Read Not the End of the World Online

Authors: Christopher Brookmyre

Tags: #Police, #Mystery & Detective, #Los Fiction, #nospam, #General, #Research Vessels, #Suspense, #Los Angeles, #Humorous Fiction, #California, #Mystery Fiction, #Fiction, #Terrorism

Not the End of the World (51 page)

‘Terence Nately and Oswald Vernon weren’t home either,’ Steel added ‘but that’s because they’re both in blister‐
packs at the Glendale morgue.’

‘However,’ Brisko continued, ‘it may be significant to note that the three I mentioned are listed as living at rented accommodation – all having sold properties in LA in the past two months. Also active in the real‐
estate market is our friend the Reverend St John. He’s been buying up land in both Arizona and Nevada, which is going to be worth a hell of a lot more if LA floods and the city has to expand eastwards.’

‘So now we get to call him Lex Luthor St John,’ Steel said drily.

There was a burst of static from the radio.
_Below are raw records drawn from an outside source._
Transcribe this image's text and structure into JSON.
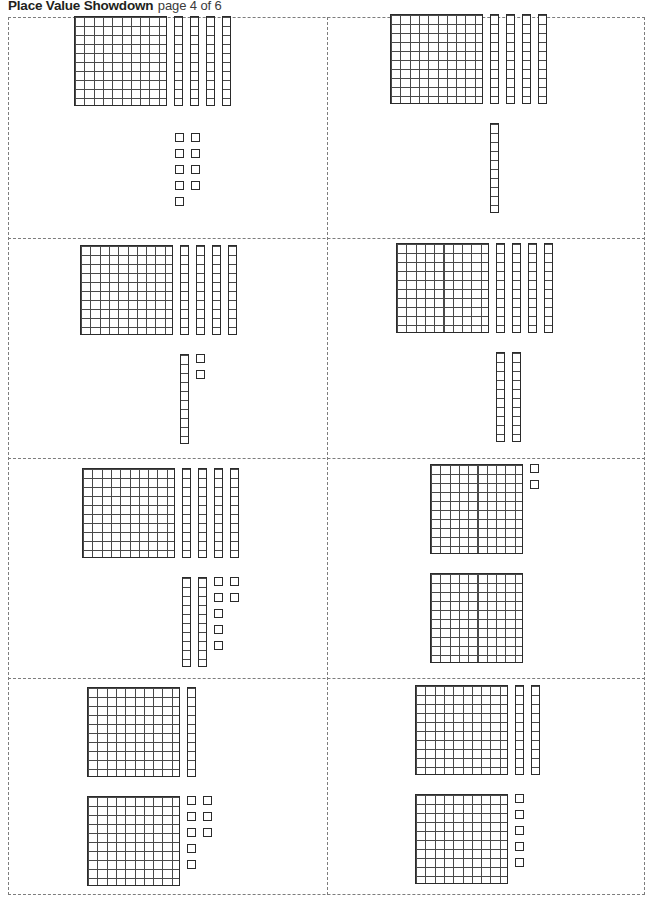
{
  "header": {
    "title": "Place Value Showdown",
    "page_label": "page 4 of 6"
  },
  "sheet": {
    "columns": 2,
    "rows": 4,
    "border_style": "dashed",
    "border_color": "#7d7d7d",
    "block_outline_color": "#2b2b2b",
    "block_grid_color": "#4a4a4a"
  },
  "legend": {
    "flat_name": "hundred-flat",
    "rod_name": "ten-rod",
    "unit_name": "one-unit",
    "flat_value": 100,
    "rod_value": 10,
    "unit_value": 1
  },
  "cards": [
    {
      "id": "card-1",
      "row": 1,
      "column": 1,
      "hundreds": 1,
      "tens": 4,
      "ones": 9,
      "value": 149,
      "groups": [
        {
          "type": "row",
          "flats": 1,
          "rods": 4,
          "units": 0
        },
        {
          "type": "row",
          "flats": 0,
          "rods": 0,
          "units": 9
        }
      ]
    },
    {
      "id": "card-2",
      "row": 1,
      "column": 2,
      "hundreds": 1,
      "tens": 5,
      "ones": 0,
      "value": 150,
      "groups": [
        {
          "type": "row",
          "flats": 1,
          "rods": 4,
          "units": 0
        },
        {
          "type": "row",
          "flats": 0,
          "rods": 1,
          "units": 0
        }
      ]
    },
    {
      "id": "card-3",
      "row": 2,
      "column": 1,
      "hundreds": 1,
      "tens": 5,
      "ones": 2,
      "value": 152,
      "groups": [
        {
          "type": "row",
          "flats": 1,
          "rods": 4,
          "units": 0
        },
        {
          "type": "row",
          "flats": 0,
          "rods": 1,
          "units": 2
        }
      ]
    },
    {
      "id": "card-4",
      "row": 2,
      "column": 2,
      "hundreds": 1,
      "tens": 6,
      "ones": 0,
      "value": 160,
      "groups": [
        {
          "type": "row",
          "flats": 1,
          "rods": 4,
          "units": 0
        },
        {
          "type": "row",
          "flats": 0,
          "rods": 2,
          "units": 0
        }
      ]
    },
    {
      "id": "card-5",
      "row": 3,
      "column": 1,
      "hundreds": 1,
      "tens": 6,
      "ones": 7,
      "value": 167,
      "groups": [
        {
          "type": "row",
          "flats": 1,
          "rods": 4,
          "units": 0
        },
        {
          "type": "row",
          "flats": 0,
          "rods": 2,
          "units": 7
        }
      ]
    },
    {
      "id": "card-6",
      "row": 3,
      "column": 2,
      "hundreds": 2,
      "tens": 0,
      "ones": 2,
      "value": 202,
      "groups": [
        {
          "type": "row",
          "flats": 1,
          "rods": 0,
          "units": 2
        },
        {
          "type": "row",
          "flats": 1,
          "rods": 0,
          "units": 0
        }
      ]
    },
    {
      "id": "card-7",
      "row": 4,
      "column": 1,
      "hundreds": 2,
      "tens": 1,
      "ones": 8,
      "value": 218,
      "groups": [
        {
          "type": "row",
          "flats": 1,
          "rods": 1,
          "units": 0
        },
        {
          "type": "row",
          "flats": 1,
          "rods": 0,
          "units": 8
        }
      ]
    },
    {
      "id": "card-8",
      "row": 4,
      "column": 2,
      "hundreds": 2,
      "tens": 2,
      "ones": 5,
      "value": 225,
      "groups": [
        {
          "type": "row",
          "flats": 1,
          "rods": 2,
          "units": 0
        },
        {
          "type": "row",
          "flats": 1,
          "rods": 0,
          "units": 5
        }
      ]
    }
  ],
  "layout": {
    "card_origins": [
      {
        "id": "card-1",
        "left": 74,
        "top": 16,
        "g1_left": 74,
        "g1_top": 16,
        "g2_left": 175,
        "g2_top": 133
      },
      {
        "id": "card-2",
        "left": 390,
        "top": 14,
        "g1_left": 390,
        "g1_top": 14,
        "g2_left": 490,
        "g2_top": 123
      },
      {
        "id": "card-3",
        "left": 80,
        "top": 245,
        "g1_left": 80,
        "g1_top": 245,
        "g2_left": 180,
        "g2_top": 354
      },
      {
        "id": "card-4",
        "left": 396,
        "top": 243,
        "g1_left": 396,
        "g1_top": 243,
        "g2_left": 496,
        "g2_top": 352
      },
      {
        "id": "card-5",
        "left": 82,
        "top": 468,
        "g1_left": 82,
        "g1_top": 468,
        "g2_left": 182,
        "g2_top": 577
      },
      {
        "id": "card-6",
        "left": 430,
        "top": 464,
        "g1_left": 430,
        "g1_top": 464,
        "g2_left": 430,
        "g2_top": 573
      },
      {
        "id": "card-7",
        "left": 87,
        "top": 687,
        "g1_left": 87,
        "g1_top": 687,
        "g2_left": 87,
        "g2_top": 796
      },
      {
        "id": "card-8",
        "left": 415,
        "top": 685,
        "g1_left": 415,
        "g1_top": 685,
        "g2_left": 415,
        "g2_top": 794
      }
    ]
  }
}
Steel proved that his fatigue hadn’t affected his reflexes, grabbing the handset and responding in less than a second. Agent Chai’s impatient voice cut through the breathless hush throughout the lab.
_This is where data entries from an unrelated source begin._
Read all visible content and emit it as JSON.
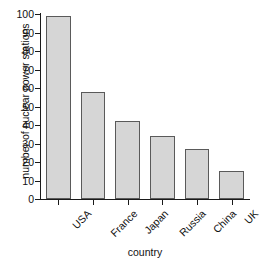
{
  "chart_data": {
    "type": "bar",
    "title": "",
    "xlabel": "country",
    "ylabel": "number of nuclear power stations",
    "categories": [
      "USA",
      "France",
      "Japan",
      "Russia",
      "China",
      "UK"
    ],
    "values": [
      99,
      58,
      42,
      34,
      27,
      15
    ],
    "ylim": [
      0,
      100
    ],
    "yticks": [
      0,
      10,
      20,
      30,
      40,
      50,
      60,
      70,
      80,
      90,
      100
    ],
    "ytick_labels": [
      "0",
      "10",
      "20",
      "30",
      "40",
      "50",
      "60",
      "70",
      "80",
      "90",
      "100"
    ],
    "grid": false,
    "legend": null,
    "bar_fill_color": "#d6d6d6",
    "bar_edge_color": "#5a5a5a",
    "axis_color": "#1a1a1a",
    "background_color": "#ffffff"
  }
}
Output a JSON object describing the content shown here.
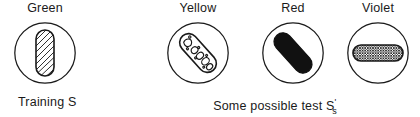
{
  "figure": {
    "background_color": "#ffffff",
    "stroke_color": "#1a1a1a",
    "fill_black": "#111111",
    "stimuli": [
      {
        "label": "Green",
        "icon": "vertical-hatched-pill-icon",
        "orientation": "vertical",
        "texture": "diagonal-hatch",
        "center_x": 45
      },
      {
        "label": "Yellow",
        "icon": "diagonal-mottled-pill-icon",
        "orientation": "diagonal-45",
        "texture": "irregular-blobs",
        "center_x": 198
      },
      {
        "label": "Red",
        "icon": "diagonal-solid-pill-icon",
        "orientation": "diagonal-45",
        "texture": "solid-black",
        "center_x": 293
      },
      {
        "label": "Violet",
        "icon": "horizontal-crosshatch-pill-icon",
        "orientation": "horizontal",
        "texture": "fine-crosshatch",
        "center_x": 378
      }
    ],
    "captions": {
      "training": "Training S",
      "test_prefix": "Some possible test S",
      "test_prime": "'",
      "test_subscript": "s"
    }
  }
}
‘Peter, this is all for real now. We got a bomb. They just found it.’

‘Give me McCabe,’ Steel ordered. ‘Patch me through on a relay.’

‘You got it.’

There was a moment of silence. Larry swallowed. Brisko was already reaching for his mobile.

‘Agent, Steel, this is McCabe,’ said a distorted voice, words difficult to discern among amplified breathing noises. ‘We’re in real trouble.’

‘What are we looking at, Jim?’

‘It’s a warhead all right, CHIB‐
class, and it’s already armed, on a countdown. We got six hours, three minutes and fourteen seconds, then surf’s up.’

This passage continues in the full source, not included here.